Sometimes this happens across a broader range of media platforms and longer periods of time. I am thinking most recently of a day that contained its own weird theme. It all began with what has become one of my favorite protest pictures which I came across posted on the Facebooks. It was a guy and a placard on a stick, and the words on it read:

What do we want?

Time Travel!

When do we want it?

That’s irrelevant!

Later in the day after hours of editing I switched on the television to maybe catch the local Weather Channel predictions. Instead, it was on Comedy Central and "It’s Always Sunny in Philadelphia" was playing. Those unaware of this show should probably remain that way as it presents a mostly sad and pathetic view of at least a small portion of the human race- I tend to watch it in both awe and disbelief. This particular episode I had not seen, and it involved the three main guy characters trying to decide whose story was more important, the girl character’s or the fourth guy character’s- I won’t get into their relationships. It was decided that the guy’s was way more important- he had just bought a foreclosed house at a cut rate and was waiting to flip it for a profit. To show their approval the other three guys started chanting "house, house, house" which was the same chant that I and the two sons of one of my mother’s college buddies used to chime in on as charter members of the House Club.

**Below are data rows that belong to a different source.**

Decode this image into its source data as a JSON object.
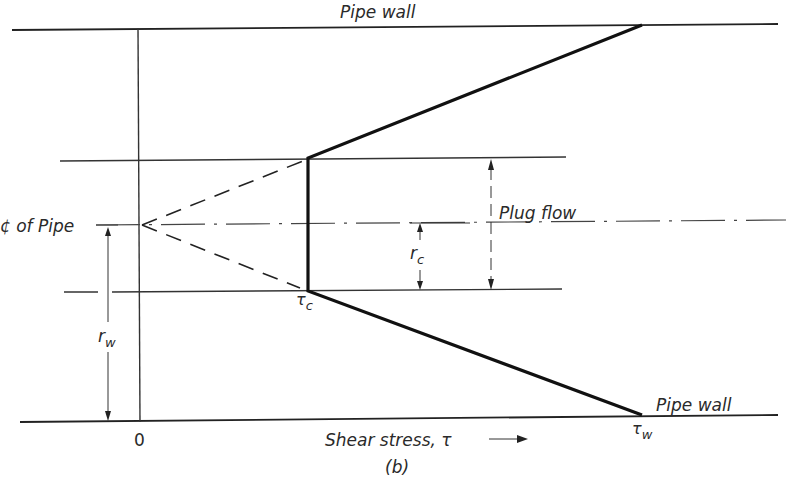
{
  "figure": {
    "caption": "(b)"
  },
  "labels": {
    "top_wall": "Pipe wall",
    "bottom_wall": "Pipe wall",
    "centerline": "¢ of Pipe",
    "plug_flow": "Plug flow",
    "r_c": "r",
    "r_c_sub": "c",
    "r_w": "r",
    "r_w_sub": "w",
    "tau_c": "τ",
    "tau_c_sub": "c",
    "tau_w": "τ",
    "tau_w_sub": "w",
    "origin": "0",
    "x_axis": "Shear stress, τ —→",
    "x_axis_text": "Shear stress, τ",
    "x_axis_arrow": "⟶"
  },
  "geometry": {
    "top_wall_y": 30,
    "bottom_wall_y": 421,
    "centerline_y": 225,
    "plug_top_y": 159,
    "plug_bottom_y": 291,
    "axis_x": 138,
    "tau_c_x": 308,
    "tau_w_x": 642
  },
  "colors": {
    "ink": "#222222",
    "background": "#ffffff"
  }
}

We had formed this exclusive threesome somewhere more than forty years ago when told that instead of being mean to our sisters we should play house with them. We of course had devised our own way of playing house as an ongoing reminder and protest. The house chant- the same house chant from It’s Always Sunny…- was what we did when they came up to New York to visit us or when we went to visit them, in Philadelphia. The older of my two house buddies was named Dennis, as is the eldest of the Always Sunny trio. It made me wonder if we had actually started something forty years ago that had infected the youth of Philly. I opted for just an odd coincidence.

Even later in the day I spun through the cable offerings of mostly nothing to find in the higher numbered channels a film I hadn’t seen in a long time- Twelve Monkeys. Not remembering much about it I stayed and watched. It is, of course, about time travel, and in fact the main point it seems to make is that the "when" in the traveling through of time is anything but irrelevant. The main scenes of importance in this film take place in Philadelphia, and one of the not so main actors in Twelve Monkeys is named Matt Ross. I still have no idea what any of this means, but I did really need something to write about.